Monday, October 29, 2012

Nerdgasm: to LTE or not to LTE...

If you're part of the Android army, today was a big day as Google just announced their new flagship phone today, the Nexus4 by LG, and it is a beautiful slab of a phone. It's got the newest flavor of JellyBean (Android 4.2), wireless charging built in, a beautiful new screen that makes other Android phones look stupid, and the best internal (or external) hardware specs you could ask for in an Android device.

However, there was one tiny little thing that was left out while building this beautiful device: LTE (otherwise known as, 4G).


Most of us know LTE as the current 4G standard, but there is more to it than that. It stands for Long Term Evolution and, at least the LTE service as we have known it for the past few years isn't actually a fourth generation wireless service, despite being advertised as such. However, it is a big increase over the tech used for 3G signals (which weren't really fast or reliable enough to be called 3G for years).

Being a recent technology, the cost of using it has been way too high to be in every new phone on the market. But, as the cost of LTE chips drops and the battery usage isn't as detrimental to devices, it seems odd that Google would leave it out of their brand-new phone. It's this very omission that is causing tech-phone nerds everywhere to go into a tailspin over whether this is truly a worthy flagship device... after all, even though buying it off-contract means you can update at will, no one wants to drop $300 on a new phone that will be irrelevant within a couple months.

The reasoning, as they put it, is that the Nexus line is supposed to be an Open-Source initiative; the most pure, most vanilla Android experience, and thus, dealing with LTE differences and copyrights has slowed them down and muddied up the experience with the Galaxy Nexus. Therefore, the Nexus4, to maintain that principle of being open, has stuck with HSPA+ and is therefore limited to ATT and T-Mobile.

Oh, and of course it helps that it makes the thing a lot less expensive to manufacture, meaning they can sell it for less and include a smaller battery to maintain the kind of battery life they want to advertise.

As a happy Sprint user, that really bums me out, especially because the omission of LTE doesn't matter much to me anyway. Even the promoted 8gb model which is at that advertised $300 price point (unlocked and off-contract, might I add), would work fantastically because I utilize the Google cloud services for just about everything. My current phone is a Nexus S 4G that hasn't used the 4G since the week I bought it and has never had more than 2gbs of the 16 used.

I understand their desire to not build a crazy amount of phone models; who wants to change LTE spectrums for each carrier you're on? (Especially when you don't sell that many of these phones, it doesn't make sense.) But to cut out CDMA and the chance for Sprint and Verizon users to get in on this Nexus action altogether is a bad sign of things to come.

Why? Because this is Google trying to throw their weight around and say "look, we don't need carriers to work with us on this, we will do the phone we want and sell it ourselves." This strategy didn't work too well for them in the past, but they're trying it again anyway because it has worked for their Nexus7 tablet, and they're betting it will work great for the Nexus10 tablet as well. But, even though phones keep getting bigger than our pockets are, they are not tablets; thus, once again, this strategy will not work.

When Apple wanted to release their phone, which everyone knew would be tightly controlled, they worked with ATT very closely. They hashed out deals, made agreements, both parties probably made a few compromises, and with their massive success, Apple got to dictate what their future would be; not only with ATT, but with Verizon, Sprint, and anyone else who carriers their phones. Microsoft has done the same, basically saying that any updates carriers skip will be rolled into the next update that's approved; meaning: why the fuck delay these updates to users? They will get them whenever you let them upgrade anyway so why let them stagnate on old software.

Google, on the other hand, has no pull because they just supply Android to device makers; not the carriers and definitely not the users. As such, meeting the demands of Google doesn't help the carriers and it doesn't help the OEMs. If they pass on an update, it most likely means that will be the only update that phone sees, so there is no future update to roll it into. And in the Android market, Samsung has all the weight to throw, and they use it for their own purposes, not Google's (that's how they get flagship devices on all the major carriers at once, and can push their TouchWiz updates when/if they desire).

So, sure, leave out LTE on your new phone. Be as open as possible, sell the devices yourself, keep the costs down and the standards on quality up... but please don't make users switch carriers to get your newest phone. Compromise isn't a defeat, but refusing to compromise is as good as it. Create some demand, gain some real pull among the carriers, and let that spill across the board.

But please don't restrict who can get and use your devices just because you refuse to go the extra mile to make the Nexus line work. You're only hurting yourself and your users in the process.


## EXERCISE DIRECTIONS:
Using the listing below, set down exactly the lines starting at the line that contains "Image is 644x671 pixels." and ending at the line that contains "Image is 868x431 pixels.", both included, and no others.

◇ ◇ ◇ ◇

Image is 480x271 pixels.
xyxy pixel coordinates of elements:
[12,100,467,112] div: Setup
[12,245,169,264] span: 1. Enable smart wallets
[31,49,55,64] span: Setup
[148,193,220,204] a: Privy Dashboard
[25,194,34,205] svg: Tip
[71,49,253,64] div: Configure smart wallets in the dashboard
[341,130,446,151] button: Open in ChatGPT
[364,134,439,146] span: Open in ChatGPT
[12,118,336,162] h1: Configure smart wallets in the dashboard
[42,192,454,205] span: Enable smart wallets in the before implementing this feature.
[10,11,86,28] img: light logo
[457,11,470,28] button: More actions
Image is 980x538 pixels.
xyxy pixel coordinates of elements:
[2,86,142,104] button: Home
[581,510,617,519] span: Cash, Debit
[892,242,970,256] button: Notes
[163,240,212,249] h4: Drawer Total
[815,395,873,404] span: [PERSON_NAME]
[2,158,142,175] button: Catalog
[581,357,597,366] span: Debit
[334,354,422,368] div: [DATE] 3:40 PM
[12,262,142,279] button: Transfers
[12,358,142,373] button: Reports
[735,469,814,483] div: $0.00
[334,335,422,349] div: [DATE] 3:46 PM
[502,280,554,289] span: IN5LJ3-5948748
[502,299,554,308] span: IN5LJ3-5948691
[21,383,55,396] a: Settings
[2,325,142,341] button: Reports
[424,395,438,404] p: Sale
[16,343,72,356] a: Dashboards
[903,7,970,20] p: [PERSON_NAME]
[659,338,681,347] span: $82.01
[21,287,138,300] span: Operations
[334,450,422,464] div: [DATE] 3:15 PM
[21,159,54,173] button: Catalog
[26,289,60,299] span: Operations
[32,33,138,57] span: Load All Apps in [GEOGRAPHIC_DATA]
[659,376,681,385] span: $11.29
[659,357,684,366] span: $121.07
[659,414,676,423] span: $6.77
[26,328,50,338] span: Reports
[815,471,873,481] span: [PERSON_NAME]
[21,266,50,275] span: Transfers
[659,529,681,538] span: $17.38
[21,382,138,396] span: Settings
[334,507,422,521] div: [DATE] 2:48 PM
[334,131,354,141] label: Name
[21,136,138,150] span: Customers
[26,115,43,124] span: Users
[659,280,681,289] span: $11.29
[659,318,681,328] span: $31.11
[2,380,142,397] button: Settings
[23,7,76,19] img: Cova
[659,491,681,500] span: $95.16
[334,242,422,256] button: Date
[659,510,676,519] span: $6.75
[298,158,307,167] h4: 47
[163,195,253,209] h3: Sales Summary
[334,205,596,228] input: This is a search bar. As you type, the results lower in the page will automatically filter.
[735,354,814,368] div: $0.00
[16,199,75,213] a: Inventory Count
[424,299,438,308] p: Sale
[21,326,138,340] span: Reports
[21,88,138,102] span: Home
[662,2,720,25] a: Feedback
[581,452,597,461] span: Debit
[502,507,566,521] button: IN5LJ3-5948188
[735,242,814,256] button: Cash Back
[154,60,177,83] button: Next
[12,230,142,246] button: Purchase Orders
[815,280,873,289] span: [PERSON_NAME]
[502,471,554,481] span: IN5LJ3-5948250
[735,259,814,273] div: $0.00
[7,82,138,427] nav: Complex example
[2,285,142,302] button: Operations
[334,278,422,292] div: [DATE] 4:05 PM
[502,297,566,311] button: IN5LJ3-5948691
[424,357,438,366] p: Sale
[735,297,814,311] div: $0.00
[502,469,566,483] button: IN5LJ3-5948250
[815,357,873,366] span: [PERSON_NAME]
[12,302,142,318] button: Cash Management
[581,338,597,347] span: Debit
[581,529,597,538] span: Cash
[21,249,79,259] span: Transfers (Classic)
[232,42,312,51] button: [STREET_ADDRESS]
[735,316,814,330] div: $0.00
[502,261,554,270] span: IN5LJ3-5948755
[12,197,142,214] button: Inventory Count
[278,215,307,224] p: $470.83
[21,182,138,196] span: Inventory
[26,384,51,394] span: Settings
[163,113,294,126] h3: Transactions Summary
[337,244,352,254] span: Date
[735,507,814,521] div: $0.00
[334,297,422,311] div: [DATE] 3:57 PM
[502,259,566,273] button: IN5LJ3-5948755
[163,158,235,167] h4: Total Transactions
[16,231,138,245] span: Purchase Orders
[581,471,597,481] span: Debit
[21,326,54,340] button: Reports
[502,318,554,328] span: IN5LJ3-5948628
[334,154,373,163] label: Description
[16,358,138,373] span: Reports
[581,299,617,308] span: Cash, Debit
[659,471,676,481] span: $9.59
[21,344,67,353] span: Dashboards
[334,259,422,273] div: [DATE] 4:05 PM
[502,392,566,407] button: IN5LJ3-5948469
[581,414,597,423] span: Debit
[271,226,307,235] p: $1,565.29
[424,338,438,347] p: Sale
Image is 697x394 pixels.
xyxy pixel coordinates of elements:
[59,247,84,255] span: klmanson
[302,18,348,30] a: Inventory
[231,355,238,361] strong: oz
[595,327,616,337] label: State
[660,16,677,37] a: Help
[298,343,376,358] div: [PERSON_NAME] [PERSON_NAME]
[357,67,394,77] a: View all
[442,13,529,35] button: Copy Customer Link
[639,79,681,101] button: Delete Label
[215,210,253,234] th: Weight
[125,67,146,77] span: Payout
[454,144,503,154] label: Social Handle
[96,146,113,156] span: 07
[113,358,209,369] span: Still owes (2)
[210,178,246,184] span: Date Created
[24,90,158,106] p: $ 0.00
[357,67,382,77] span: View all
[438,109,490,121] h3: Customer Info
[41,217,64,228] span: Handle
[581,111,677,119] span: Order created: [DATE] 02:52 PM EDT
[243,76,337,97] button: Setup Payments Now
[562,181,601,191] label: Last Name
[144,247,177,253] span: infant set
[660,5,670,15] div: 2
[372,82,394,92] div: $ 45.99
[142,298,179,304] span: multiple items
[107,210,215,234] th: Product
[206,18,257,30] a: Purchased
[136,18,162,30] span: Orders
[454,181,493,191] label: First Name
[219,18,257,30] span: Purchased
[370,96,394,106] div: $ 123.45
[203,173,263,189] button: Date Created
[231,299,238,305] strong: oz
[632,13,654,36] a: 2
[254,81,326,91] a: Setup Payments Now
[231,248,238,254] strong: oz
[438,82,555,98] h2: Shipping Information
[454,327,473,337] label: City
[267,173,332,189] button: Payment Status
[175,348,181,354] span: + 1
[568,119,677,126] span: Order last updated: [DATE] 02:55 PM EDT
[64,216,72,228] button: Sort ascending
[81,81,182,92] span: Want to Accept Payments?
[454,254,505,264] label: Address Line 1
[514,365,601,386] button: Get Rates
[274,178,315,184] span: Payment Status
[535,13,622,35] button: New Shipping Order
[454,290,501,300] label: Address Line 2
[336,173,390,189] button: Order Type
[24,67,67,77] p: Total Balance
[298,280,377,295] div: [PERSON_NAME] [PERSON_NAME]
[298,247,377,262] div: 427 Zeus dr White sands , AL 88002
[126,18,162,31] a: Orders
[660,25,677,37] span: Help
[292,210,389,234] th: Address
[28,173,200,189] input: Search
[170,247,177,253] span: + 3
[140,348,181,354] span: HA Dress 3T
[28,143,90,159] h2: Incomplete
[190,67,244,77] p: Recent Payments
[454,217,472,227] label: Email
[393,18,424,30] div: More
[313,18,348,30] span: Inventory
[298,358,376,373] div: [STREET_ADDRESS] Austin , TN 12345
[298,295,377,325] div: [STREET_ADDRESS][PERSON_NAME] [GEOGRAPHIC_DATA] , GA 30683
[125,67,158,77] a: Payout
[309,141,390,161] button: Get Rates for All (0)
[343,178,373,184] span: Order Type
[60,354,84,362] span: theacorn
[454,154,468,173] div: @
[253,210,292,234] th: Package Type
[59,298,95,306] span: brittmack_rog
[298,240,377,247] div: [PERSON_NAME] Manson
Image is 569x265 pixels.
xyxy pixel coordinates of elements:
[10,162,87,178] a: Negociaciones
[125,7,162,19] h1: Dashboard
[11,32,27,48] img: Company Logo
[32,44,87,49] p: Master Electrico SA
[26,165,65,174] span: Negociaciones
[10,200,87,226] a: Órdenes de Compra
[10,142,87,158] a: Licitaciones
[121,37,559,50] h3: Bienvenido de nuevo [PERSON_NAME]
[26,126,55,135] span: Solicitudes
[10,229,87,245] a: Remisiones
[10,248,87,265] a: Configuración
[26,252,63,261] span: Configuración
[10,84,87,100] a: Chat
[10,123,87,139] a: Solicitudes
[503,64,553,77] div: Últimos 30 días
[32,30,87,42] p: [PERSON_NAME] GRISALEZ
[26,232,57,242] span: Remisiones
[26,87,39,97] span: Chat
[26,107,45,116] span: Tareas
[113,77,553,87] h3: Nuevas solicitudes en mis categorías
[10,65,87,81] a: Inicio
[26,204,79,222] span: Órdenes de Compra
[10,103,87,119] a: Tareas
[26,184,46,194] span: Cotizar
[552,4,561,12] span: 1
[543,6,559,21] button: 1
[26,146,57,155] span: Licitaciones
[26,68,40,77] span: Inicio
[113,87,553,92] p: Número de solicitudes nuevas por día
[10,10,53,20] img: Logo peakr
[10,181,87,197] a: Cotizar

◇ ◇ ◇ ◇

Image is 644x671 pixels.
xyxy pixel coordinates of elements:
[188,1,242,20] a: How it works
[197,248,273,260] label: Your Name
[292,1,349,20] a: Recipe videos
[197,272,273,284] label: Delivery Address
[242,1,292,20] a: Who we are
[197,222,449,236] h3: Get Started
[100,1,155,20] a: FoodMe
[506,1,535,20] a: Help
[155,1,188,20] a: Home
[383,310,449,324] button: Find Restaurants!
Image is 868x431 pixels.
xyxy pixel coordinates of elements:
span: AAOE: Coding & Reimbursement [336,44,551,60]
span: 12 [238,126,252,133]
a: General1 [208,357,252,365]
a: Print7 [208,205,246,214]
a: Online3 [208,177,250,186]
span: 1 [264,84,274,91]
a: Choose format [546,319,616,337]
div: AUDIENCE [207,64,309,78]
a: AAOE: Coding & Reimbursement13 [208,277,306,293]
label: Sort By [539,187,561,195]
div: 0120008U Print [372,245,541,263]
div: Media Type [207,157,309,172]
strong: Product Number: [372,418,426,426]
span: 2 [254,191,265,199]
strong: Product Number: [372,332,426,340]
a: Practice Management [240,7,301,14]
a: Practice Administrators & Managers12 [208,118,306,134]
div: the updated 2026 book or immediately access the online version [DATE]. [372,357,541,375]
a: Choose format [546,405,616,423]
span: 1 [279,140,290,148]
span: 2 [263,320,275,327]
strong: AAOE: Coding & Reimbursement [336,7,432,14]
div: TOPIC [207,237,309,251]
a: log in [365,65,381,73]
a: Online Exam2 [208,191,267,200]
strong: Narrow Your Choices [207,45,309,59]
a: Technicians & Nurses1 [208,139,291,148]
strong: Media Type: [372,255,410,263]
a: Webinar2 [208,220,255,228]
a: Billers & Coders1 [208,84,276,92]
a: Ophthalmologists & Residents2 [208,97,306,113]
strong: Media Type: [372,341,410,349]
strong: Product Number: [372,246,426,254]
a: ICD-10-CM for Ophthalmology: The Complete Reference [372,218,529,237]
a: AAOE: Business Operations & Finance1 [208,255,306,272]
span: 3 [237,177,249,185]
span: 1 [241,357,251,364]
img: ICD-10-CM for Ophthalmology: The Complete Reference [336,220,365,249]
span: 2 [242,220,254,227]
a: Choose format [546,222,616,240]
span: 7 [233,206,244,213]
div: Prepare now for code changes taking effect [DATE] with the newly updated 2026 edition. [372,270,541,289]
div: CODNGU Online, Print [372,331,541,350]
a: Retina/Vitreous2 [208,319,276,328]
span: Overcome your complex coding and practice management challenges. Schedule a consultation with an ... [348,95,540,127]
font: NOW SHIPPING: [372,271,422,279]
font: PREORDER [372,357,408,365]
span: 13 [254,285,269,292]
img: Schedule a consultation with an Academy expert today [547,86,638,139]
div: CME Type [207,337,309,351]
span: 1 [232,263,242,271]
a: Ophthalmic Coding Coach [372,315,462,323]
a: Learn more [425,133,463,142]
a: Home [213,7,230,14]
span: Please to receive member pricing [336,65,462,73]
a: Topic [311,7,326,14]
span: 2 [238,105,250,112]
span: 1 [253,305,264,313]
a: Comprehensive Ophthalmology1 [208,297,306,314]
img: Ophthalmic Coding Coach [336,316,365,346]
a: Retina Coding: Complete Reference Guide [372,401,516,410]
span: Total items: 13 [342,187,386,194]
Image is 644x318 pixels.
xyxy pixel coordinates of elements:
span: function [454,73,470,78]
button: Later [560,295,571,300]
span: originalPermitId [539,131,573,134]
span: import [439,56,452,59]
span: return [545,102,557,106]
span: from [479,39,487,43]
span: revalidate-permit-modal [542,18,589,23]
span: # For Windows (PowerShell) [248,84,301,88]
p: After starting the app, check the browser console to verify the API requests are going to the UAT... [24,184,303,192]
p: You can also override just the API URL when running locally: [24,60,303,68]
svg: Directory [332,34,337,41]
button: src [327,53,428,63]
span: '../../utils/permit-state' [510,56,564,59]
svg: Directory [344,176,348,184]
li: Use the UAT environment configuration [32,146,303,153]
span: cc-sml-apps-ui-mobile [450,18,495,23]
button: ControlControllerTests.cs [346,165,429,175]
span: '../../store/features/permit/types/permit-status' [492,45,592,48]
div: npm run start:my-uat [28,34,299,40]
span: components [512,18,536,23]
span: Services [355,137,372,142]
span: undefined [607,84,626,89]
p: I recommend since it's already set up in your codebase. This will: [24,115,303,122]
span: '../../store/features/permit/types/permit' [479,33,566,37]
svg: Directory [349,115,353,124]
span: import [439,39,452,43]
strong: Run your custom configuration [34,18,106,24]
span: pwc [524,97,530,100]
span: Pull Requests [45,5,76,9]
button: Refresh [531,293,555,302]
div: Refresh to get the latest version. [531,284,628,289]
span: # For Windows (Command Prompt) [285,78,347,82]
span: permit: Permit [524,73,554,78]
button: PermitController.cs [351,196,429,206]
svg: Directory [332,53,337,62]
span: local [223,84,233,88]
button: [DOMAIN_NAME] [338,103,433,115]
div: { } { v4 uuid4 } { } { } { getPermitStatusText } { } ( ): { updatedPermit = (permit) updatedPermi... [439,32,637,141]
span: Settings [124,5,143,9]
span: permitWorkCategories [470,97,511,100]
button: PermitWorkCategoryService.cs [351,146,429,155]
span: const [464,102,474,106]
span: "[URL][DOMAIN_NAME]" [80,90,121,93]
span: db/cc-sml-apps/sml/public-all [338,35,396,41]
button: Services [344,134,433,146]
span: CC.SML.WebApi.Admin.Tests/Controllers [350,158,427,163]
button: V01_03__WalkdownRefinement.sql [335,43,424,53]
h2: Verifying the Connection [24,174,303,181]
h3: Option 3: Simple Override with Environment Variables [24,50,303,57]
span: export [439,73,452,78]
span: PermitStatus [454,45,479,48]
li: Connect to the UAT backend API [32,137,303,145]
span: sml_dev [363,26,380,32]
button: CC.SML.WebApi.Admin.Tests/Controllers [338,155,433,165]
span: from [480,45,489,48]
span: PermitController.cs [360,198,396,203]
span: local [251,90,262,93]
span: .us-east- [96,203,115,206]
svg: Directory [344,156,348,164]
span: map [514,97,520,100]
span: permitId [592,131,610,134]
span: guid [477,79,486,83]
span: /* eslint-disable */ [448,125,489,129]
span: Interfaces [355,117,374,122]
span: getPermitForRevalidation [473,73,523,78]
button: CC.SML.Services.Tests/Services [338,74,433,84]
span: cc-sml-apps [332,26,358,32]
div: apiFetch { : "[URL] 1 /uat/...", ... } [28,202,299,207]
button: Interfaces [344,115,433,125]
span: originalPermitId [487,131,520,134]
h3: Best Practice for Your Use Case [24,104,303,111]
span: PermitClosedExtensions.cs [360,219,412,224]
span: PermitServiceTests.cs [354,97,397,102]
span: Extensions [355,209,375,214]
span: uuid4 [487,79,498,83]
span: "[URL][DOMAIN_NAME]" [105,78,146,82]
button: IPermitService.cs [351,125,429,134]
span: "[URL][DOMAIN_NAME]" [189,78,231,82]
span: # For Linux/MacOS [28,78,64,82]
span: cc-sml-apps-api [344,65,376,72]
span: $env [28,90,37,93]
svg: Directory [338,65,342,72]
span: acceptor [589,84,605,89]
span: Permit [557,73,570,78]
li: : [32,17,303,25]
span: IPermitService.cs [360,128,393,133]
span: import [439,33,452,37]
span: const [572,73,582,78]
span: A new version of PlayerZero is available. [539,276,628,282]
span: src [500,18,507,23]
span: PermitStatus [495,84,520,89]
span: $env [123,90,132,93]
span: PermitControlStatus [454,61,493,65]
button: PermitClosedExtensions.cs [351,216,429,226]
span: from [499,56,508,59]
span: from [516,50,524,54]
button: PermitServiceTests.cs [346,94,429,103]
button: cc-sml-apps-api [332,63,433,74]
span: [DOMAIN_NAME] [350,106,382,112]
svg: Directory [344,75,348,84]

◇ ◇ ◇ ◇

## WORKED SOLUTION:
Image is 644x671 pixels.
xyxy pixel coordinates of elements:
[188,1,242,20] a: How it works
[197,248,273,260] label: Your Name
[292,1,349,20] a: Recipe videos
[197,272,273,284] label: Delivery Address
[242,1,292,20] a: Who we are
[197,222,449,236] h3: Get Started
[100,1,155,20] a: FoodMe
[506,1,535,20] a: Help
[155,1,188,20] a: Home
[383,310,449,324] button: Find Restaurants!
Image is 868x431 pixels.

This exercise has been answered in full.